You need to be a tactician to write good code. To choose the right syntax. To figure out the file structure. To figure out how best to test your changes.
But you need to be a strategist to build code that lasts. To design the architecture. To automate away problems. To think beyond today.
Agents have eaten the tactical part of programming. When you can pay below minimum wage for code, there’s no point going into the trenches yourself.
But AI cannot code strategically. Agents need someone at the top of the pyramid to tell them what to do. They need oversight.
So, a developer’s day-to-day job has become 100% strategy. Long-term thinking, all the time. (maybe this is why I’m so tired all the time now)

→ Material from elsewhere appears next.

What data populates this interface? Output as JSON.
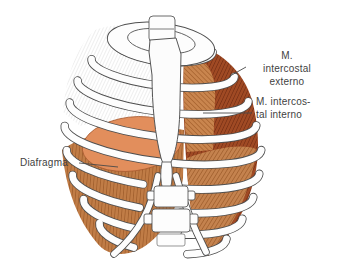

If you identify as a tactical programmer - a code monkey - then you are out of luck. The job has changed.
Personally, I like it. I always preferred thinking strategically about code. If you asked me what my job was about, I’d say ‘building apps’, not ‘writing code’.
But what makes me nervous is that we’ve pulled down the only bridge that brought juniors into the industry.
We used to train juniors like this:
- Give them only tactical tasks
- Let them build up their strategic experience slowly
Eventually, they are a good enough strategist that they are no longer a junior.
But what happens when all tactical code is written by AI? What is the point of a junior?
We obviously need juniors. We need new lifeblood coming into the industry. We need to leave paths open for extraordinary hires to enrich our companies.
But how do we train them? How do you train strategic thinking?
These are the questions I’m thinking about. I’d love to know your thoughts.